Monday, May 11, 2009

Six Aims for Quality Transformation of Healthcare Delivery

The Institute of Medicine (IOM), established in 1970 under the charter of the National Academy of Sciences, serves as adviser to the nation to improve the health of all Americans. The Institute provides independent, objective, evidence-based advice to policymakers, health professionals, the private sector and the public.
In 2001, the IOM released a landmark report, Crossing the Quality Chasm: A New Health System for the 21st Century.The report expounded on the needed focus related to specific quality issues and accompanying changes in the U.S. healthcare delivery system that are required. Specifically, the report indicated that all "healthcare organizations...should adopt as their explicit purpose to continually reduce the burden of illness, injury and disability and to improve the health and functioning of the people of the United States".
To close the widening quality chasm in the U.S. healthcare delivery system, the IOM report recommended that healthcare should focus on these six aims: patient safety, effectiveness, patient-centeredness, timeliness, efficiency and equitability. The report notes that focusing on these six aims will begin a transformation in our current national healthcare delivery system. This transformation will require a systematic re-design of current healthcare systems and processes of care.
I am in complete agreement with this report. I have written about the report in my books. In fact, you might say that these six aims of transformation have become my guiding force for clinical activity at Nature Coast Regional Health System. What all the stakeholders in our national healthcare system need to realize is that this report is applicable at all levels of patient care; from the individual practitioner to the largest of all the healthcare delivery systems in this country.It transcends all the local, state, regional and national healthcare bureaucracies because it is all about the patient. If I can adopt the recommendations of this report in a small rural health system, others in a similar situation should be able to do the same. It needs to become a grass roots effort at the smallest level to rise up and create the groundswell for national transformation. I am assuming that President Obama's advisers have read this report. If not, it needs to be brought out again into the mainstream media to shock the consciousness of all Americans.
My next blog will describe the report's new, more beneficial approach to providing patient care.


> **DESCRIPTION OF THE TASK**
Exact copies of all the entries are required, and no pictures should appear in them.

(Source records)
○ ○ ○ ○ ○

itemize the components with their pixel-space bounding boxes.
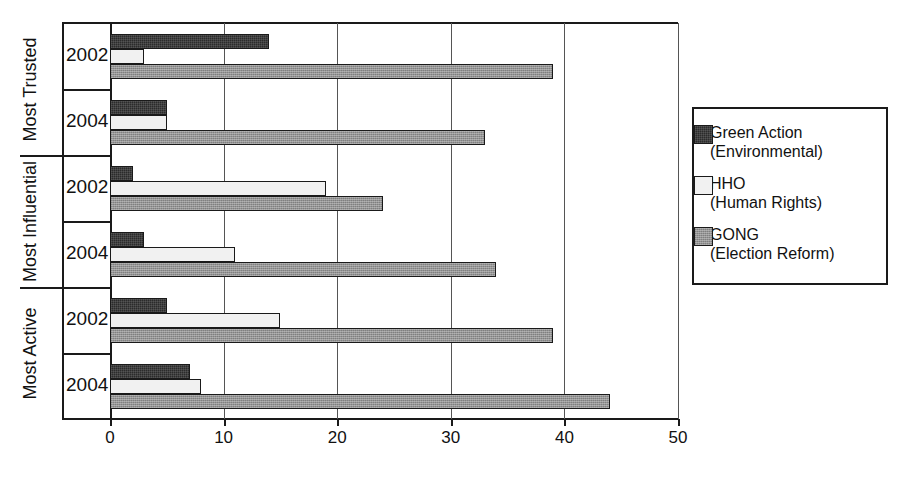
x-tick-50 xyxy=(678,419,680,426)
legend: Green Action(Environmental) HHO(Human Ri… xyxy=(692,107,888,285)
x-tick-label-20: 20 xyxy=(328,428,347,448)
gridline-20 xyxy=(337,23,338,419)
bar-most-active-2002-gong xyxy=(110,328,553,343)
gridline-50 xyxy=(678,23,679,419)
legend-swatch-gong xyxy=(694,227,713,246)
x-tick-label-30: 30 xyxy=(441,428,460,448)
legend-swatch-green-action xyxy=(694,125,713,144)
bar-most-trusted-2004-hho xyxy=(110,115,167,130)
x-tick-30 xyxy=(451,419,453,426)
bar-most-active-2004-gong xyxy=(110,394,610,409)
x-tick-label-50: 50 xyxy=(669,428,688,448)
x-tick-label-40: 40 xyxy=(555,428,574,448)
year-label-most-influential-2004: 2004 xyxy=(66,242,108,264)
bar-most-influential-2004-hho xyxy=(110,247,235,262)
gridline-40 xyxy=(564,23,565,419)
bar-most-influential-2004-green-action xyxy=(110,232,144,247)
year-label-most-influential-2002: 2002 xyxy=(66,176,108,198)
legend-item: HHO(Human Rights) xyxy=(710,174,886,212)
year-separator xyxy=(62,89,110,91)
year-label-most-trusted-2004: 2004 xyxy=(66,110,108,132)
x-tick-0 xyxy=(110,419,112,426)
year-label-most-trusted-2002: 2002 xyxy=(66,44,108,66)
gridline-10 xyxy=(224,23,225,419)
bar-most-influential-2002-hho xyxy=(110,181,326,196)
x-tick-10 xyxy=(224,419,226,426)
bar-most-influential-2002-gong xyxy=(110,196,383,211)
bar-most-trusted-2004-gong xyxy=(110,130,485,145)
x-tick-label-0: 0 xyxy=(105,428,114,448)
bar-most-influential-2004-gong xyxy=(110,262,496,277)
legend-swatch-hho xyxy=(694,176,713,195)
x-tick-40 xyxy=(564,419,566,426)
year-label-most-active-2002: 2002 xyxy=(66,308,108,330)
legend-label-green-action: Green Action(Environmental) xyxy=(710,123,823,161)
bar-most-trusted-2002-gong xyxy=(110,64,553,79)
legend-item: Green Action(Environmental) xyxy=(710,123,886,161)
year-label-most-active-2004: 2004 xyxy=(66,374,108,396)
bar-chart: 01020304050 Most Trusted20022004Most Inf… xyxy=(0,0,905,484)
x-tick-label-10: 10 xyxy=(214,428,233,448)
group-label-most-active: Most Active xyxy=(20,288,41,420)
bar-most-influential-2002-green-action xyxy=(110,166,133,181)
gridline-30 xyxy=(451,23,452,419)
legend-label-hho: HHO(Human Rights) xyxy=(710,174,822,212)
year-separator xyxy=(62,353,110,355)
year-separator xyxy=(62,221,110,223)
x-tick-20 xyxy=(337,419,339,426)
bar-most-trusted-2002-green-action xyxy=(110,34,269,49)
group-label-most-trusted: Most Trusted xyxy=(20,24,41,156)
legend-item: GONG(Election Reform) xyxy=(710,225,886,263)
bar-most-active-2002-hho xyxy=(110,313,280,328)
legend-label-gong: GONG(Election Reform) xyxy=(710,225,834,263)
bar-most-active-2004-green-action xyxy=(110,364,190,379)
bar-most-trusted-2002-hho xyxy=(110,49,144,64)
bar-most-active-2004-hho xyxy=(110,379,201,394)
plot-area xyxy=(110,23,678,419)
bar-most-trusted-2004-green-action xyxy=(110,100,167,115)
bar-most-active-2002-green-action xyxy=(110,298,167,313)
group-label-most-influential: Most Influential xyxy=(20,156,41,288)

○ ○ ○ ○ ○

> **PROBLEM SOLUTION**
itemize the components with their pixel-space bounding boxes.
x-tick-50 xyxy=(678,419,680,426)
legend: Green Action(Environmental) HHO(Human Ri… xyxy=(692,107,888,285)
x-tick-label-20: 20 xyxy=(328,428,347,448)
gridline-20 xyxy=(337,23,338,419)
bar-most-active-2002-gong xyxy=(110,328,553,343)
gridline-50 xyxy=(678,23,679,419)
legend-swatch-gong xyxy=(694,227,713,246)
x-tick-label-30: 30 xyxy=(441,428,460,448)
legend-swatch-green-action xyxy=(694,125,713,144)
bar-most-trusted-2004-hho xyxy=(110,115,167,130)
x-tick-30 xyxy=(451,419,453,426)
bar-most-active-2004-gong xyxy=(110,394,610,409)
x-tick-label-50: 50 xyxy=(669,428,688,448)
x-tick-label-40: 40 xyxy=(555,428,574,448)
year-label-most-influential-2004: 2004 xyxy=(66,242,108,264)
bar-most-influential-2004-hho xyxy=(110,247,235,262)
gridline-40 xyxy=(564,23,565,419)
bar-most-influential-2004-green-action xyxy=(110,232,144,247)
year-label-most-influential-2002: 2002 xyxy=(66,176,108,198)
legend-item: HHO(Human Rights) xyxy=(710,174,886,212)
year-separator xyxy=(62,89,110,91)
year-label-most-trusted-2004: 2004 xyxy=(66,110,108,132)
x-tick-0 xyxy=(110,419,112,426)
year-label-most-trusted-2002: 2002 xyxy=(66,44,108,66)
gridline-10 xyxy=(224,23,225,419)
bar-most-influential-2002-hho xyxy=(110,181,326,196)
x-tick-10 xyxy=(224,419,226,426)
bar-most-influential-2002-gong xyxy=(110,196,383,211)
bar-most-trusted-2004-gong xyxy=(110,130,485,145)
x-tick-label-0: 0 xyxy=(105,428,114,448)
bar-most-influential-2004-gong xyxy=(110,262,496,277)
legend-swatch-hho xyxy=(694,176,713,195)
x-tick-40 xyxy=(564,419,566,426)
year-label-most-active-2002: 2002 xyxy=(66,308,108,330)
legend-label-green-action: Green Action(Environmental) xyxy=(710,123,823,161)
bar-most-trusted-2002-gong xyxy=(110,64,553,79)
legend-item: Green Action(Environmental) xyxy=(710,123,886,161)
year-label-most-active-2004: 2004 xyxy=(66,374,108,396)
bar-chart: 01020304050 Most Trusted20022004Most Inf… xyxy=(0,0,905,484)
x-tick-label-10: 10 xyxy=(214,428,233,448)
group-label-most-active: Most Active xyxy=(20,288,41,420)
bar-most-influential-2002-green-action xyxy=(110,166,133,181)
gridline-30 xyxy=(451,23,452,419)
legend-label-hho: HHO(Human Rights) xyxy=(710,174,822,212)
year-separator xyxy=(62,353,110,355)
year-separator xyxy=(62,221,110,223)
x-tick-20 xyxy=(337,419,339,426)
bar-most-trusted-2002-green-action xyxy=(110,34,269,49)
group-label-most-trusted: Most Trusted xyxy=(20,24,41,156)
legend-item: GONG(Election Reform) xyxy=(710,225,886,263)
bar-most-active-2002-hho xyxy=(110,313,280,328)
legend-label-gong: GONG(Election Reform) xyxy=(710,225,834,263)
bar-most-active-2004-green-action xyxy=(110,364,190,379)
bar-most-trusted-2002-hho xyxy=(110,49,144,64)
bar-most-active-2004-hho xyxy=(110,379,201,394)
plot-area xyxy=(110,23,678,419)
bar-most-trusted-2004-green-action xyxy=(110,100,167,115)
bar-most-active-2002-green-action xyxy=(110,298,167,313)
group-label-most-influential: Most Influential xyxy=(20,156,41,288)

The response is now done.